Saturday, April 23, 2005

French minister warns Chinese textile imports menace 7,000 more jobs

French minister warns Chinese textile imports menace 7,000 more jobs
FRENCH MINISTER WARNS CHINESE TEXTILE IMPORTS MENACE 7,000 MORE JOBS
Received Saturday, 23 April 2005 16:48:00 GMT
PARIS, April 23 (AFP) - A surge in textile imports from China following the end of a global quota system could lead to the loss of an extra 7,000 jobs in France this year, a government minister warns in an interview to be published Sunday.
"All the data we have show a very swift rise in imports from China" of textiles since the end of import quotas on January 1, Industry Minister Patrick Devedjian told the Sunday newspaper Le Journal de Dimanche.
European Union customs statistics published Friday by the European Commission "confirm what France feared: falls in price of up to 47 percent for sweaters, and a market share for Chinese products which has doubled in certain categories, such as brassieres and men's underwear," he said.
"It is a very serious situation.
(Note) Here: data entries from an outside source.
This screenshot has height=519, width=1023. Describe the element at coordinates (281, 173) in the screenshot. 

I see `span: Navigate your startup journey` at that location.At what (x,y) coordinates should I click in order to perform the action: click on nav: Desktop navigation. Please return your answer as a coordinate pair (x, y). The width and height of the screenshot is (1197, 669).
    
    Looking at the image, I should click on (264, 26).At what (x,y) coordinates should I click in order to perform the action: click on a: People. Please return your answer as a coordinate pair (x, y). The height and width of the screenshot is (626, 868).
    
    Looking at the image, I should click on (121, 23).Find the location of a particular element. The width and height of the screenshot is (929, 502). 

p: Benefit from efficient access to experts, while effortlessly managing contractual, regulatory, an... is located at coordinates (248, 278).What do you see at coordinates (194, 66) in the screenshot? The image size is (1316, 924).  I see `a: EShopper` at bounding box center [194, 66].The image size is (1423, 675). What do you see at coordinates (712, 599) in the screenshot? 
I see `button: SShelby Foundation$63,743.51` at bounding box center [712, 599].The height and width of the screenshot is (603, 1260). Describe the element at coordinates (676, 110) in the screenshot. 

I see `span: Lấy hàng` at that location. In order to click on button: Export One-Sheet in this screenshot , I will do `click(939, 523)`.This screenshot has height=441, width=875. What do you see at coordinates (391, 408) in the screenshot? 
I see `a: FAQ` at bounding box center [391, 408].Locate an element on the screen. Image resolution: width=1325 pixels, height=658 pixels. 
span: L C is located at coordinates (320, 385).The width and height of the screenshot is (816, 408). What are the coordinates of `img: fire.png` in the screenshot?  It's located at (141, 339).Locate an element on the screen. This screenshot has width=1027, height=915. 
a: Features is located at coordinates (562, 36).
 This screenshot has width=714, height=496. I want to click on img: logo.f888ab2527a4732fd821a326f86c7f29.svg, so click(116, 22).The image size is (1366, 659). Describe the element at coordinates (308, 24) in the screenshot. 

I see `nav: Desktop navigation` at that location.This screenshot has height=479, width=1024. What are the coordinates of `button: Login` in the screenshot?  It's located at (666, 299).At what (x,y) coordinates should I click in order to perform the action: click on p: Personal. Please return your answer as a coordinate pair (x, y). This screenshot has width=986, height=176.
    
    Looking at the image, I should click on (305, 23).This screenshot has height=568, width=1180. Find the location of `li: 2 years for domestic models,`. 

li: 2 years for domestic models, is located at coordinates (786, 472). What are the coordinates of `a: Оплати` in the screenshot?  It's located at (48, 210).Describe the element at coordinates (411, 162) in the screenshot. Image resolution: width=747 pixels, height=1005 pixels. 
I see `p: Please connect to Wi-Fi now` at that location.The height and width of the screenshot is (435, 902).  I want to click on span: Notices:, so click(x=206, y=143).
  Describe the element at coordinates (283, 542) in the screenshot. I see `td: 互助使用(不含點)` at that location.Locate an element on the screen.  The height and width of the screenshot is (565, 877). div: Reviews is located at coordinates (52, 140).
It is very serious for our industries which make these products and have been in difficulty for several years," he added.
"The French textile industry, which employs about 100,000 people, was already losing 10 percent of its jobs each year before the end of quotas," Devedjian said.
"According to a study by the French Fashion Institute that could worsen by at least seven percent a year more, that is 7,000 jobs this year," making a total loss of 17,000 jobs in the sector this year, he said.
"We must launch a safeguard procedure to stagger this state of affairs, as the United States have done."
The EU, which had been waiting for up-to-date figures for Chinese textile exports to Europe, may decide to open an inquiry, the first step towards implementing the safeguard clauses allowed by the World Trade Organisation to protect the European market.
The commission will reveal more this weekend on the surge in Chinese textile imports, a spokeswoman said Saturday.
EU trade commissioner Peter Mandelson, who plans next week to launch the first step in the process which could end in the EU limiting imports, will hold a press conference Sunday, said his spokeswoman.
She declined to give any more details of what Mandelson plans to say Sunday, when he will speak to reporters in Brussels before talks with EU trade ministers at an informal meeting in Luxembourg later in the day.
French Prime Minister Jean-Pierre Raffarin, who is on a vist to China, said Saturday in Shanghai that China was "a responsible actor in the world economy" suggesting it could voluntarily limit textile exports.